Saturday 20 Apr 2024
By
main news image

WHEN Chinese President Xi Jinping’s team was considering US stopovers for his state visit to Washington next week, a surprising choice was floated: Detroit. According to the South China Morning Post, China’s little-known role in reviving the city’s economy had it in the running. Unspecified “security concerns” knocked it off. Instead, Xi will go to Seattle to see the global tech elite and flaunt China’s influence in that sector.

Too bad it’s too late for Xi to reconsider. A Detroit trip would highlight the benefits of trade with his country. Not every American will like the idea that China has become crucial to the future of what’s no longer really the Motor City. But it’s easy to make the case that Chinese investment plays a significant part in protecting Detroit from something worse: a return to the crumbling urban disaster of recent headlines.

Detroit’s links to China were forged decades ago. As early as 1979, American Motors Company (AMC) formed a joint venture to produce Jeeps in China, believing that an opening Chinese market would be a boon to any global auto manufacturer. AMC was a few decades too early, but it had the right idea.

In 2009, China supplanted the United States as the world’s largest auto market, and in 2013 it supplanted the US again to become General Motors’ (GM) largest market. Meanwhile, as China’s economy slows, automakers continue investing in China, believing projections that China’s total auto market will become bigger by 2020 than the US and the EU combined.

Just as US automakers eye opportunity in China, China’s up-and-coming automakers are eyeing the US — in particular, Detroit. The goals include technology acquisition and ultimately the development of a base to sell to American customers.

According to the New York Times, in 2013, Detroit was already home to dozens of auto-related companies from China, and to 50,000 Chinese engineers and auto-industry professionals working for Ford, GM and others. New investments are announced regularly. In July, for example, YFS Automotive Systems, a Chinese parts supplier, announced plans for a US$26.9 million Detroit facility for designing, testing and building auto fuel systems. It’ll employ 160.

Relocating people and capital is just part of the story. The other part is Chinese money resuscitating ailing or stagnant automotive companies. In 2010, a company owned by the Beijing government acquired Nexteer Automotive, a power-steering manufacturer, from GM, for US$450 million.

At the time, its new owner said that it could turn the ailing supplier, with 3,000 employees, into the world’s most powerful and influential force in its industry. It’s certainly doing well since then: 2014 revenues grew 24% to US$2.97 billion, and the company committed to adding a fourth China-based plant (it already runs 20 around the world).

Similar deals are in progress. This week a Chinese state-owned group announced it would buy Henniges Automotive Holdings, another parts supplier. Nexteer is relocating its Saginaw headquarters to Detroit.

In looking for downtown space, Nexteer is likely to find itself in proximity to, and possibly in competition with, other Chinese buyers. Though there’s no hard data on Chinese acquisition of Detroit real estate, there’s little question that interest is high.

In 2013, for example, a Chinese developer paid US$13.6 million, outbidding locals, for two iconic downtown towers: the Detroit Free Press building and the David Stott building. Low prices (there are Shanghai condos more expensive than those two towers combined) and a strong belief that Detroit is a city on the upswing, have contributed to the optimism.

Of course, good news in Detroit doesn’t paper over the troubled US-China relationship. Indeed, questions of dumping, trade fairness and intellectual property protection are key issues in Detroit, just as they are in Seattle and Washington.

But China and the United States are now partners in their respective economies. At a time when US-China relations are fraught, Detroit’s resurgence is a chance to show that the relationship can work for everyone. — Bloomberg View

 

This article first appeared in digitaledge Daily, on September 18, 2015.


• Exercise: For each line below, check for "pixels"; give only the total of lines where it occurs.

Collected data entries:
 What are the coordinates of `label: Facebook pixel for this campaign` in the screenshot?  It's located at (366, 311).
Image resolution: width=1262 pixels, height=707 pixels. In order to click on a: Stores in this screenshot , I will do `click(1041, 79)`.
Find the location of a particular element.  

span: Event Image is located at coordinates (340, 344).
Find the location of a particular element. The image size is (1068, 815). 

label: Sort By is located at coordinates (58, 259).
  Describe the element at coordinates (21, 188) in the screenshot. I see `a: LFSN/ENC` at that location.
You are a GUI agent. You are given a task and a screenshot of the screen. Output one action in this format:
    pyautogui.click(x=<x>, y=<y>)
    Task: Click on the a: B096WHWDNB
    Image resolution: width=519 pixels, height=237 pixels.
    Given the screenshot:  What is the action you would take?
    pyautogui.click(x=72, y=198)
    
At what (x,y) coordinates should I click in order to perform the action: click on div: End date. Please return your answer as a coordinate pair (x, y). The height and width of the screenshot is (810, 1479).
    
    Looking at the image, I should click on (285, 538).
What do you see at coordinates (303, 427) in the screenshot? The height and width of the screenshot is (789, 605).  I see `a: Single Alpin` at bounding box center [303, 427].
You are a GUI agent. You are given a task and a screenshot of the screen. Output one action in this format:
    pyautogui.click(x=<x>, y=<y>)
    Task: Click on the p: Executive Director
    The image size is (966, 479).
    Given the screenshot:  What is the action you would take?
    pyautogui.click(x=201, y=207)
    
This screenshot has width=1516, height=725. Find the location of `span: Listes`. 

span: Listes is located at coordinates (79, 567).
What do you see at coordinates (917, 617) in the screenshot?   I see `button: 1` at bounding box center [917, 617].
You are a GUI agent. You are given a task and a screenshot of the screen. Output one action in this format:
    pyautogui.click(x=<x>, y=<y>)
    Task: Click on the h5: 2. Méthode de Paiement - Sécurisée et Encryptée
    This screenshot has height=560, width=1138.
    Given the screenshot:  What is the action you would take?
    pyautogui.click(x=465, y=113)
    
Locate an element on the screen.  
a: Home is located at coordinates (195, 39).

• Answer to the exercise: 2